Each man is a dud, each man is weak.
Last Wednesday’s Daily Show featured Barbara Ehrenreich, a popular lefty journalist who writes almost exclusively about poverty and inequality. It’s a fascinating interview, and I encourage you to take a look. In a nutshell, she describes a cancer of the middle class, a mostly-unnoticed condition that appalls her. The culprit: positive thinking!
Really, watch the interview. It’s got Stewart at his best, and Ehrenreich at her most perplexing. Here it is if you haven’t seen it yet:
| The Daily Show With Jon Stewart | Mon – Thurs 11p / 10c | |||
| Barbara Ehrenreich | ||||
|
||||
See, we don’t really have any real control over our lives, so we’d better just admit it and not try to delude ourselves with false cheer. Boy, how much more negative can you get?
Another fascinating, if ironic twist, is that the next day, Stewart interviews one Jennifer Burns regarding her book about Ayn Rand, whose philosophy is perhaps the most opposed to Ehrenreich’s as is possible: Ayn Rand essentially believed that humans were strong, powerful, possessed of an inner will that if tapped, would make them productive and powerful. Ehrenreich seems to believe that people are generally weak and impotent, running on rails already laid down for them, and that believing yourself to have any agency over your own life is delusional at best, and dangerous at worst.
This is not to say that I’m a Randian or anything, because I’ve known someone who held himself to her ideal, and he was emotionally stunted and generally miserable for it. But I have to say, if someone put a gun to my head and asked me to choose from among a philosophy that cast me as a powerful force with the will to mold the world in my image, or one that told me I was impotent, weak, and incapable of achieving anything, I’d go with the first. Then I’d use that power to beat the hoodlum unconscious with a loaf of stale bread. But I digress.
Stewart even asks her at one point whether the method really matters if the results are there, giving the example of a former alcoholic who swears off drink after finding religion. Ehrenreich’s response: “I never think delusion is okay.”
I’ve read some of Ehrenreich’s work, including Nickel and Dimed: On (Not) Getting By in America, her most famous one. Politically, I’ve changed a great deal since then, but even at the time, I noticed how all her criticisms were focused entirely on society failing to provide for its citizens, rather than those citizens’ failure to provide for themselves. This is not to say that everyone must be a self-made man or anything, but given an example of a person who has made extremely poor decisions regarding their money, time, property, or family, Ehrenreich lumps them in the same category as the serially unlucky and the genuinely discriminated-against.
Now I understand why. She can’t hold people accountable for their actions because she believes them to be completely at the mercy of the hostile world around them. If people really are weak and impotent, as she clearly believes, then obviously, they can hardly be blamed when they inevitably fail to achieve their goals. This is why, for example, she takes the government to task for failing to raise the minimum wage to far higher levels; in such a world, a caring, benevolent government is one of the weak, impotent individual’s only resources.
But what of the 97.8% of the employed-hourly population who earn more than the minimum wage? Why are they earning more? If the world is so hostile and personal effort is mostly wasted, what has caused these people to earn more? These are questions that can’t be answered purely by looking through the lens of victimization or exploitation.
In the end, she sort of comes off as a bitter old lady whose pet peeve is excessive cheeriness, and generalizes her distaste for same onto the rest of the country. But there’s more there; in between the lines, she is laying out a very saddening personal philosophy and world view, and I believe she is poorer for it.

October 29th, 2009 at 3:03 pm
I read a NY Times article on Ehrenreich, and that focused on the fact that she had breast cancer and had been turned off during treatment by the false cheer and by constantly being told to think positively to enhance her health. She thought that kind of attitude blamed the patient, or victim, for her disease.
Anyway, Interesting blog entry, Nate. I’m surprised you’re into shotguns! Yes, it was your dad who told me you had a blog. He also told me your sister designs and sews her own clothes. There might be an article there!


*WHAT IS EXPECTED*: Copy each record exactly as it reads, leaving out any pictures it holds.

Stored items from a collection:
++++++++++++++++++++

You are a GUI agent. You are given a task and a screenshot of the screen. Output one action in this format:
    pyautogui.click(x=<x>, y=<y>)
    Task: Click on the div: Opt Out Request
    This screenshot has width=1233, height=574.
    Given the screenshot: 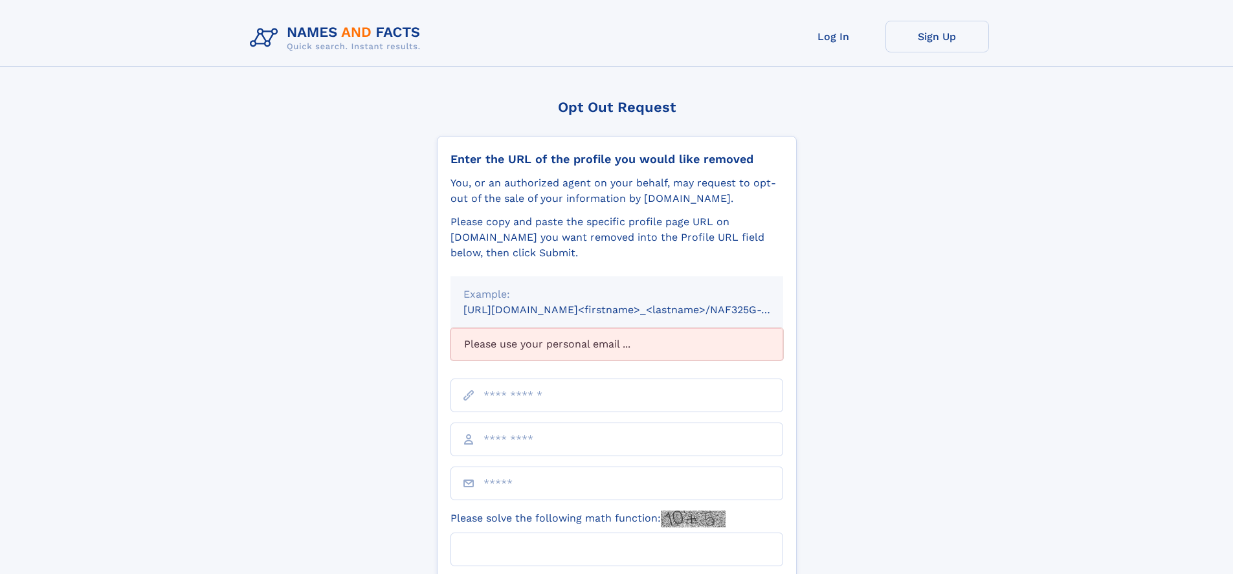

++++++++++++++++++++

*TASK RESPONSE*:
You are a GUI agent. You are given a task and a screenshot of the screen. Output one action in this format:
    pyautogui.click(x=<x>, y=<y>)
    Task: Click on the div: Opt Out Request
    This screenshot has width=1233, height=574.
    Given the screenshot: 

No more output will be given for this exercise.